Seeds
Seeds
Nearly every sangha from time to time experiences a wave of inertia, which is actively supported by those pupils called the “old soldiers” (and by other less complimentary names). With the aid of various false analogies, propounded with enormous condescension, they try to dissipate all enthusiasm and reduce the whole sangha to their own state of apathy.
On one such occasion, one such person was holding forth to a little group having their morning tea break on a verandah overlooking the garden. He waved a hand at the garden. “Think of the seeds,” he said magisterially. “They are sown deep in the ground, and nothing more is seen of them for quite a time. But then the first sprout appears, and a little later the plant or whatever it is. Do you remember when you were very small children, how impatient you used to be, waiting for the seeds to show themselves? You expected something to happen next day or, at most, next week. Some of you may even have dug them up, to see what was happening. How ridiculous it is to the adult, though naturally to the child without experience it seems quite natural.
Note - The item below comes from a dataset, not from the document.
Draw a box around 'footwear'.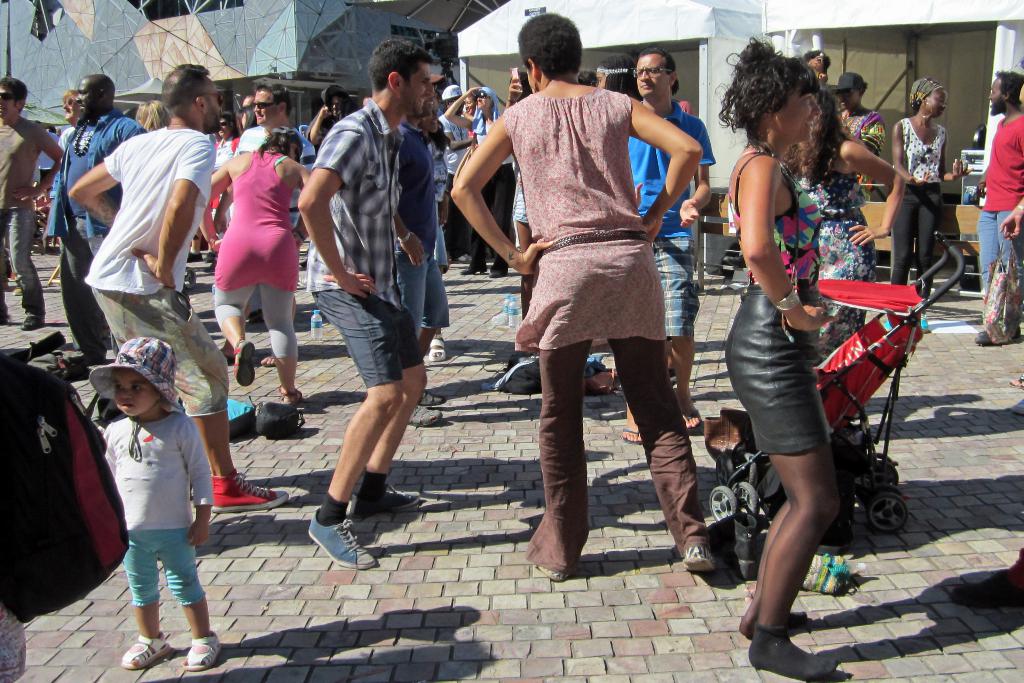
<bbox>278, 379, 311, 413</bbox>.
“Well, it’s the same with inner training too. People are far too anxious to see some results, far too anxious. They should understand that once the seeds have been sown, it is a question of waiting, just waiting: impatience for results does nothing to bring them about.”
One of the gardeners, an experienced yogi, was passing just below the verandah. “That’s right, isn’t it now?” the speaker appealed to him for support.
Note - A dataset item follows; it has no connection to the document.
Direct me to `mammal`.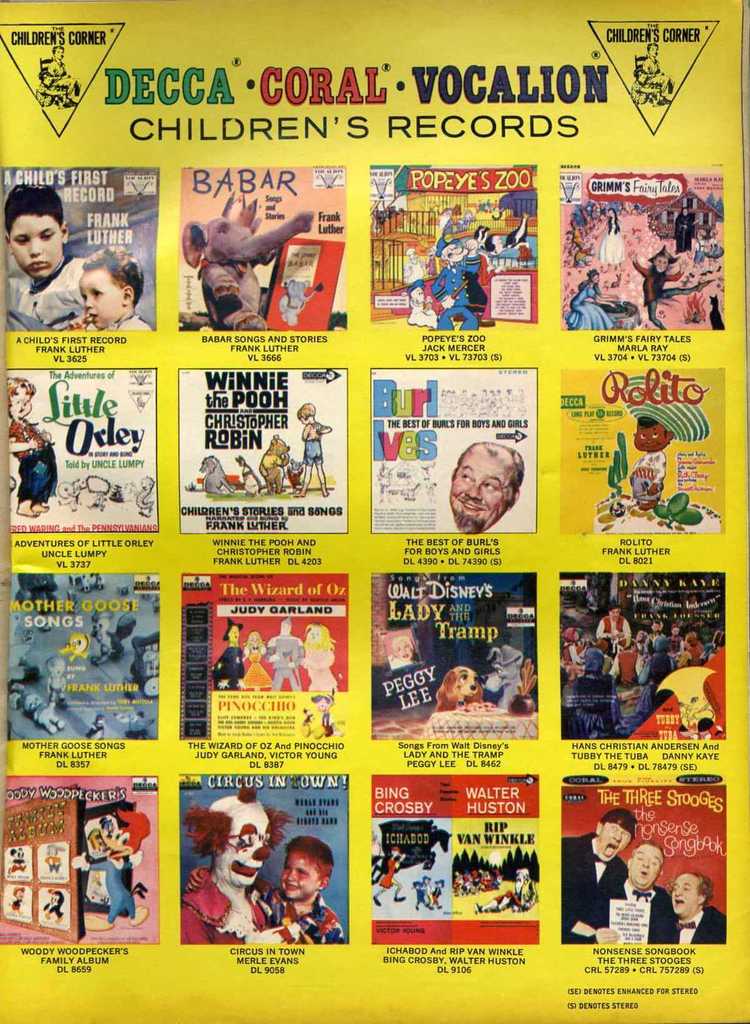
Direction: 445,440,522,533.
“Yes, that’s right. No use expecting seeds to come up the next day, or the next week. But still,” he continued, with a negligible glance toward the “old soldier,” “if it was ten years ago that you sowed them, and you’ve never watered the place and you’ve been walking over it, and then you let a wall collapse on it and didn’t clear away the rubble for quite some weeks—well, then, I should think, it might be worth digging them up and sowing some new ones.”